Skip to content

GreylistMemcachedPerl

mrballcb edited this page Dec 6, 2012 · 3 revisions

Greylisting Using Memcached and Perl

See original mailing list message - http://lists.exim.org/lurker/message/20090727.160342.ac172696.en.html

Implementation

This is an implementation of greylisting that uses memcached. Here are what I perceive as advantages:

  1. Uses distributed storage instead of local state files.
  2. Memcached is FAST.
  3. Only greylist if reverse IP does not exist for host that is connecting.
  4. Uses existing perl module.
  5. Two macros do everything.
  6. Uses config file to set memcache servers.

First, add this to your exim.conf somewhere up near the top:

perl_startup = do '/etc/exim/mod_exim.pl'
perl_at_start
# Greylist duration, TTL for entry, adjust as desired
GREY_MINUTES  = 5
GREY_TTL_DAYS = 7
# Arguments to perl subroutines, don't touch
GREYLIST_ARGS = {$sender_host_address}{${quote:$sender_address}}{${quote:$local_part}}{${quote:$domain}}{GREY_MINUTES}{GREY_TTL_DAYS}

Second, add this to your rcpt acl. I put it after RBL checks, and it's after a whitelist ACL where I can whitelist specific IP addresses (done separately in our internal RBL).

defer   !senders       = :
        !authenticated = *
        !hosts         = +relay_from_hosts
        # $acl_c0 is set in my custom whitelist acl if host is whitelisted
        !condition     = ${if eq {$acl_c0}{$sender_host_address}}
        !condition     = ${lookup dnsdb{defer_never,ptr=$sender_host_address}{yes}}
        set acl_c_grey_host = 1
        condition      = ${perl{check_greylist}GREYLIST_ARGS}
        set acl_c_grey_time = ${perl{greylist_time}GREYLIST_ARGS}
        log_message    = No reverse DNS for IP $sender_host_address, greylist for $acl_c_grey_time minutes

warn    condition      = ${if eq {$acl_c_grey_host}{1}}
        add_header     = X-Greylist: $sender_host_address passed GREY_MINUTES minute greylist, was greylisted due to missing reverse DNS

Third, create the perl script (attached to this page - mod_exim.pl

Fourth, create /etc/exim/memcached.conf file:

# Leading hash mark comments a line
# Can use short hostname, FQDN, or IP address
server = memcached1:11211
server = memcached2.domain.com:11211
server = 192.168.1.100:11211
# Prefixes key with this text, defaults to exim
namespace = exim

How it works

When receiving an email from IP: 69.169.219.58 Sender: 3f9.4.90966988-48470119@harborlurch.com, Recipient: bld@example.com

It will store the key: exim:69.169.219.58:"3f9.4.90966988-48470119@harborlurch.com":bld@example.com

The value stored will be the current timestamp in unix time format (i.e. seconds since 1970), and an expiration set to 7 days in the future. The quotes in there are due to the way I defined the macro, but it doesn't hurt anything, it just treats it as part of the string. It defers with the message:

No reverse DNS for IP 69.169.219.58, greylist for 5:00 minutes

If the mail server were to retry it in less than 5 minutes, they would still get deferred with the message:

No reverse DNS for IP 69.169.219.58, greylist for 1:42 minutes

When it finally retries after the 5 minute mark has timed-out, it accepts the email.

The TTL (aka expiration) of a key is updated every time that IP connects when sending to/from the same email address. Conversations between customers and valid users of those DNS impaired mail servers no longer get delayed after the first email as long as more than one email is sent during the previous week (7 days is the default TTL of the key) because the expiration is constantly being updated. The catch here is that it must originate from the same IP. Some systems have banks of mail servers all running the queue, and if it comes from different source IP for each attempt, this will continue to defer that sender/recipient combo. Note that if you run a cluster of mail servers and you don't have reverse DNS, this doesn't bother me in the least because the chances that my users want your mail is slimmer than a coat of paint.

That's pretty much it. Let me know if you use this or spot anything wrong or unsafe.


◆ What is required ◆
Pick out each line of the records in which the word "biofuels" appears.

◆ Data for processing ◆

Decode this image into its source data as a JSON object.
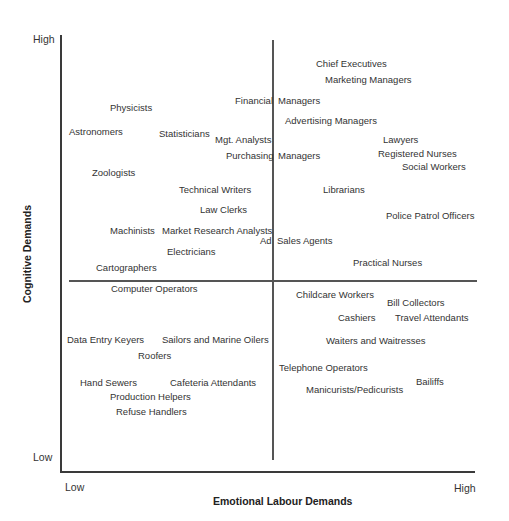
{
  "chart_data": {
    "type": "scatter",
    "title": "",
    "xlabel": "Emotional Labour Demands",
    "ylabel": "Cognitive Demands",
    "x_ticks": [
      "Low",
      "High"
    ],
    "y_ticks": [
      "High",
      "Low"
    ],
    "quadrant_dividers": true,
    "grid": false,
    "legend": "none",
    "points": [
      {
        "label": "Chief Executives",
        "x": 316,
        "y": 64
      },
      {
        "label": "Marketing Managers",
        "x": 325,
        "y": 80
      },
      {
        "label": "Physicists",
        "x": 110,
        "y": 108
      },
      {
        "label": "Financial",
        "x": 235,
        "y": 101
      },
      {
        "label": "Managers",
        "x": 278,
        "y": 101
      },
      {
        "label": "Advertising Managers",
        "x": 285,
        "y": 121
      },
      {
        "label": "Astronomers",
        "x": 69,
        "y": 132
      },
      {
        "label": "Statisticians",
        "x": 159,
        "y": 134
      },
      {
        "label": "Mgt. Analysts",
        "x": 215,
        "y": 140
      },
      {
        "label": "Lawyers",
        "x": 383,
        "y": 140
      },
      {
        "label": "Registered Nurses",
        "x": 378,
        "y": 154
      },
      {
        "label": "Purchasing",
        "x": 226,
        "y": 156
      },
      {
        "label": "Managers",
        "x": 278,
        "y": 156
      },
      {
        "label": "Social Workers",
        "x": 402,
        "y": 167
      },
      {
        "label": "Zoologists",
        "x": 92,
        "y": 173
      },
      {
        "label": "Technical Writers",
        "x": 179,
        "y": 190
      },
      {
        "label": "Librarians",
        "x": 323,
        "y": 190
      },
      {
        "label": "Law Clerks",
        "x": 200,
        "y": 210
      },
      {
        "label": "Police Patrol Officers",
        "x": 386,
        "y": 216
      },
      {
        "label": "Machinists",
        "x": 110,
        "y": 231
      },
      {
        "label": "Market Research Analysts",
        "x": 162,
        "y": 231
      },
      {
        "label": "Ad",
        "x": 260,
        "y": 241
      },
      {
        "label": "Sales Agents",
        "x": 277,
        "y": 241
      },
      {
        "label": "Electricians",
        "x": 167,
        "y": 252
      },
      {
        "label": "Practical Nurses",
        "x": 353,
        "y": 263
      },
      {
        "label": "Cartographers",
        "x": 96,
        "y": 268
      },
      {
        "label": "Computer Operators",
        "x": 111,
        "y": 289
      },
      {
        "label": "Childcare Workers",
        "x": 296,
        "y": 295
      },
      {
        "label": "Bill Collectors",
        "x": 387,
        "y": 303
      },
      {
        "label": "Cashiers",
        "x": 338,
        "y": 318
      },
      {
        "label": "Travel Attendants",
        "x": 395,
        "y": 318
      },
      {
        "label": "Data Entry Keyers",
        "x": 67,
        "y": 340
      },
      {
        "label": "Sailors and Marine Oilers",
        "x": 162,
        "y": 340
      },
      {
        "label": "Waiters and Waitresses",
        "x": 326,
        "y": 341
      },
      {
        "label": "Roofers",
        "x": 138,
        "y": 356
      },
      {
        "label": "Telephone Operators",
        "x": 279,
        "y": 368
      },
      {
        "label": "Hand Sewers",
        "x": 80,
        "y": 383
      },
      {
        "label": "Cafeteria Attendants",
        "x": 170,
        "y": 383
      },
      {
        "label": "Bailiffs",
        "x": 416,
        "y": 382
      },
      {
        "label": "Manicurists/Pedicurists",
        "x": 306,
        "y": 390
      },
      {
        "label": "Production Helpers",
        "x": 110,
        "y": 397
      },
      {
        "label": "Refuse Handlers",
        "x": 116,
        "y": 412
      }
    ]
  },
  "axes": {
    "y_high": "High",
    "y_low": "Low",
    "x_low": "Low",
    "x_high": "High",
    "x_title": "Emotional Labour Demands",
    "y_title": "Cognitive Demands"
  }
}
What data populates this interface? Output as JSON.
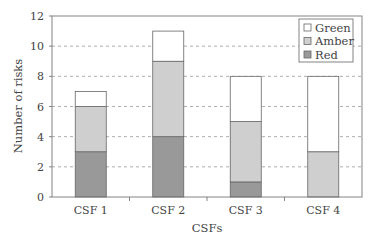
{
  "chart_data": {
    "type": "bar",
    "stacked": true,
    "title": "",
    "xlabel": "CSFs",
    "ylabel": "Number of risks",
    "categories": [
      "CSF 1",
      "CSF 2",
      "CSF 3",
      "CSF 4"
    ],
    "series": [
      {
        "name": "Red",
        "values": [
          3,
          4,
          1,
          0
        ],
        "color": "#999999"
      },
      {
        "name": "Amber",
        "values": [
          3,
          5,
          4,
          3
        ],
        "color": "#cfcfcf"
      },
      {
        "name": "Green",
        "values": [
          1,
          2,
          3,
          5
        ],
        "color": "#ffffff"
      }
    ],
    "ylim": [
      0,
      12
    ],
    "yticks": [
      0,
      2,
      4,
      6,
      8,
      10,
      12
    ],
    "grid": "horizontal dashed",
    "legend_position": "top-right inside",
    "legend_order": [
      "Green",
      "Amber",
      "Red"
    ]
  }
}
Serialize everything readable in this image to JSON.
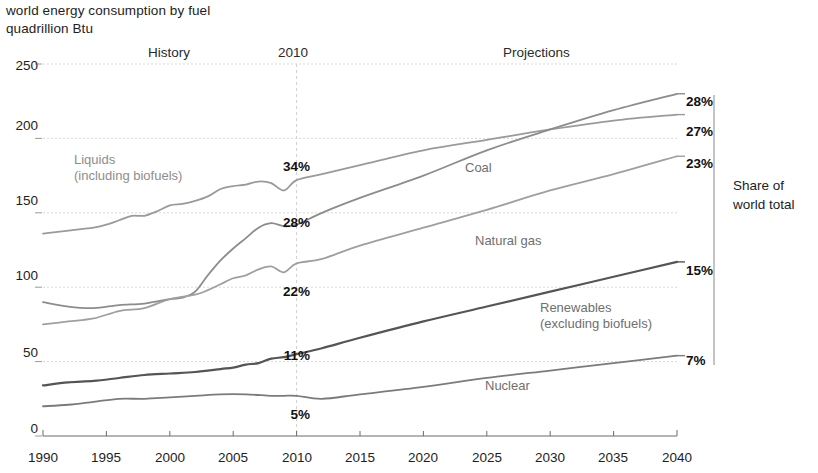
{
  "chart_data": {
    "type": "line",
    "title": "world energy consumption by fuel",
    "subtitle": "quadrillion Btu",
    "ylabel": "quadrillion Btu",
    "xlabel": "",
    "ylim": [
      0,
      250
    ],
    "xlim": [
      1990,
      2040
    ],
    "yticks": [
      "0",
      "50",
      "100",
      "150",
      "200",
      "250"
    ],
    "xticks": [
      "1990",
      "1995",
      "2000",
      "2005",
      "2010",
      "2015",
      "2020",
      "2025",
      "2030",
      "2035",
      "2040"
    ],
    "grid": "horizontal dotted gridlines; vertical dashed divider at 2010",
    "legend_position": "inline labels on plot",
    "annotations": {
      "history": "History",
      "divider_year": "2010",
      "projections": "Projections",
      "share_note_line1": "Share of",
      "share_note_line2": "world total"
    },
    "x": [
      1990,
      1995,
      2000,
      2005,
      2010,
      2015,
      2020,
      2025,
      2030,
      2035,
      2040
    ],
    "series": [
      {
        "name": "Liquids (including biofuels)",
        "label_line1": "Liquids",
        "label_line2": "(including biofuels)",
        "color": "#9a9a9a",
        "share_2010": "34%",
        "share_2040": "27%",
        "values": [
          136,
          142,
          155,
          168,
          172,
          182,
          192,
          199,
          206,
          212,
          216
        ],
        "detail_x": [
          1990,
          1991,
          1992,
          1993,
          1994,
          1995,
          1996,
          1997,
          1998,
          1999,
          2000,
          2001,
          2002,
          2003,
          2004,
          2005,
          2006,
          2007,
          2008,
          2009,
          2010,
          2012,
          2015,
          2020,
          2025,
          2030,
          2035,
          2040
        ],
        "detail_y": [
          136,
          137,
          138,
          139,
          140,
          142,
          145,
          148,
          148,
          151,
          155,
          156,
          158,
          161,
          166,
          168,
          169,
          171,
          170,
          165,
          172,
          176,
          182,
          192,
          199,
          206,
          212,
          216
        ]
      },
      {
        "name": "Coal",
        "label_line1": "Coal",
        "label_line2": "",
        "color": "#8c8c8c",
        "share_2010": "28%",
        "share_2040": "28%",
        "values": [
          90,
          92,
          95,
          120,
          142,
          160,
          175,
          192,
          206,
          219,
          230
        ],
        "detail_x": [
          1990,
          1992,
          1994,
          1996,
          1998,
          2000,
          2001,
          2002,
          2003,
          2004,
          2005,
          2006,
          2007,
          2008,
          2009,
          2010,
          2012,
          2015,
          2020,
          2025,
          2030,
          2035,
          2040
        ],
        "detail_y": [
          90,
          87,
          86,
          88,
          89,
          92,
          93,
          97,
          108,
          118,
          126,
          133,
          140,
          143,
          141,
          142,
          150,
          160,
          175,
          192,
          206,
          219,
          230
        ]
      },
      {
        "name": "Natural gas",
        "label_line1": "Natural gas",
        "label_line2": "",
        "color": "#9f9f9f",
        "share_2010": "22%",
        "share_2040": "23%",
        "values": [
          75,
          82,
          92,
          106,
          116,
          128,
          140,
          152,
          165,
          176,
          188
        ],
        "detail_x": [
          1990,
          1992,
          1994,
          1996,
          1998,
          2000,
          2002,
          2003,
          2004,
          2005,
          2006,
          2007,
          2008,
          2009,
          2010,
          2012,
          2015,
          2020,
          2025,
          2030,
          2035,
          2040
        ],
        "detail_y": [
          75,
          77,
          79,
          84,
          86,
          92,
          95,
          98,
          102,
          106,
          108,
          112,
          114,
          110,
          116,
          119,
          128,
          140,
          152,
          165,
          176,
          188
        ]
      },
      {
        "name": "Renewables (excluding biofuels)",
        "label_line1": "Renewables",
        "label_line2": "(excluding biofuels)",
        "color": "#555555",
        "share_2010": "11%",
        "share_2040": "15%",
        "values": [
          34,
          38,
          42,
          46,
          55,
          66,
          77,
          87,
          97,
          107,
          117
        ],
        "detail_x": [
          1990,
          1992,
          1994,
          1996,
          1998,
          2000,
          2002,
          2004,
          2005,
          2006,
          2007,
          2008,
          2009,
          2010,
          2012,
          2015,
          2020,
          2025,
          2030,
          2035,
          2040
        ],
        "detail_y": [
          34,
          36,
          37,
          39,
          41,
          42,
          43,
          45,
          46,
          48,
          49,
          52,
          53,
          55,
          59,
          66,
          77,
          87,
          97,
          107,
          117
        ]
      },
      {
        "name": "Nuclear",
        "label_line1": "Nuclear",
        "label_line2": "",
        "color": "#7b7b7b",
        "share_2010": "5%",
        "share_2040": "7%",
        "values": [
          20,
          23,
          25,
          26,
          27,
          28,
          33,
          39,
          44,
          49,
          54
        ],
        "detail_x": [
          1990,
          1992,
          1994,
          1996,
          1998,
          2000,
          2002,
          2004,
          2006,
          2008,
          2009,
          2010,
          2012,
          2015,
          2020,
          2025,
          2030,
          2035,
          2040
        ],
        "detail_y": [
          20,
          21,
          23,
          25,
          25,
          26,
          27,
          28,
          28,
          27,
          27,
          27,
          25,
          28,
          33,
          39,
          44,
          49,
          54
        ]
      }
    ]
  }
}
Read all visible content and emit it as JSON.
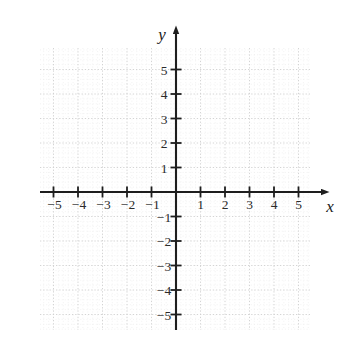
{
  "chart_data": {
    "type": "scatter",
    "title": "",
    "subtitle": "",
    "xlabel": "x",
    "ylabel": "y",
    "xlim": [
      -6.0,
      6.2
    ],
    "ylim": [
      -6.2,
      6.5
    ],
    "x_ticks": [
      -5,
      -4,
      -3,
      -2,
      -1,
      1,
      2,
      3,
      4,
      5
    ],
    "y_ticks": [
      5,
      4,
      3,
      2,
      1,
      -1,
      -2,
      -3,
      -4,
      -5
    ],
    "x_tick_labels": [
      "−5",
      "−4",
      "−3",
      "−2",
      "−1",
      "1",
      "2",
      "3",
      "4",
      "5"
    ],
    "y_tick_labels": [
      "5",
      "4",
      "3",
      "2",
      "1",
      "−1",
      "−2",
      "−3",
      "−4",
      "−5"
    ],
    "grid": true,
    "grid_style": "dotted",
    "grid_major_step": 1,
    "grid_minor_per_major": 5,
    "legend": null,
    "series": [],
    "values": [],
    "annotations": [],
    "axis_arrows": [
      "x-positive",
      "y-positive"
    ],
    "origin_label": ""
  },
  "figure": {
    "x_axis_name": "x",
    "y_axis_name": "y"
  },
  "colors": {
    "background": "#ffffff",
    "axis": "#1e1e1e",
    "tick_label": "#2b2b2b",
    "grid_major": "#cfcfcf",
    "grid_minor": "#e8e8e8"
  }
}
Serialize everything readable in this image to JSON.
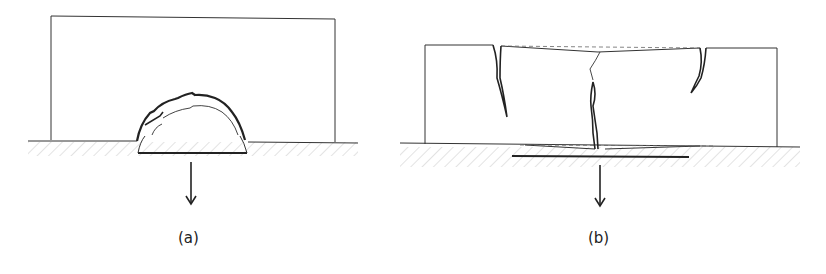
{
  "figure": {
    "panels": [
      {
        "id": "a",
        "label": "(a)",
        "description": "Block on ground with localized semicircular support zone pulled downward; arched crack pattern forms above support"
      },
      {
        "id": "b",
        "label": "(b)",
        "description": "Block on ground with wider support settlement; vertical cracks form at top edges and center, dashed lines show original outline"
      }
    ]
  }
}
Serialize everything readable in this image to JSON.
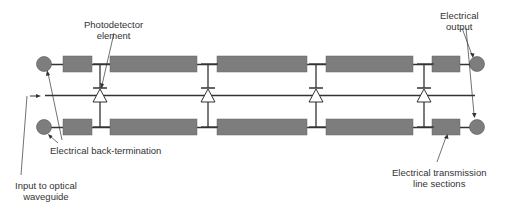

◆ Result of the task ◆
        "name": "Liquids (including biofuels)",
        "label_line2": "(including biofuels)",
        "name": "Renewables (excluding biofuels)",
        "label_line2": "(excluding biofuels)",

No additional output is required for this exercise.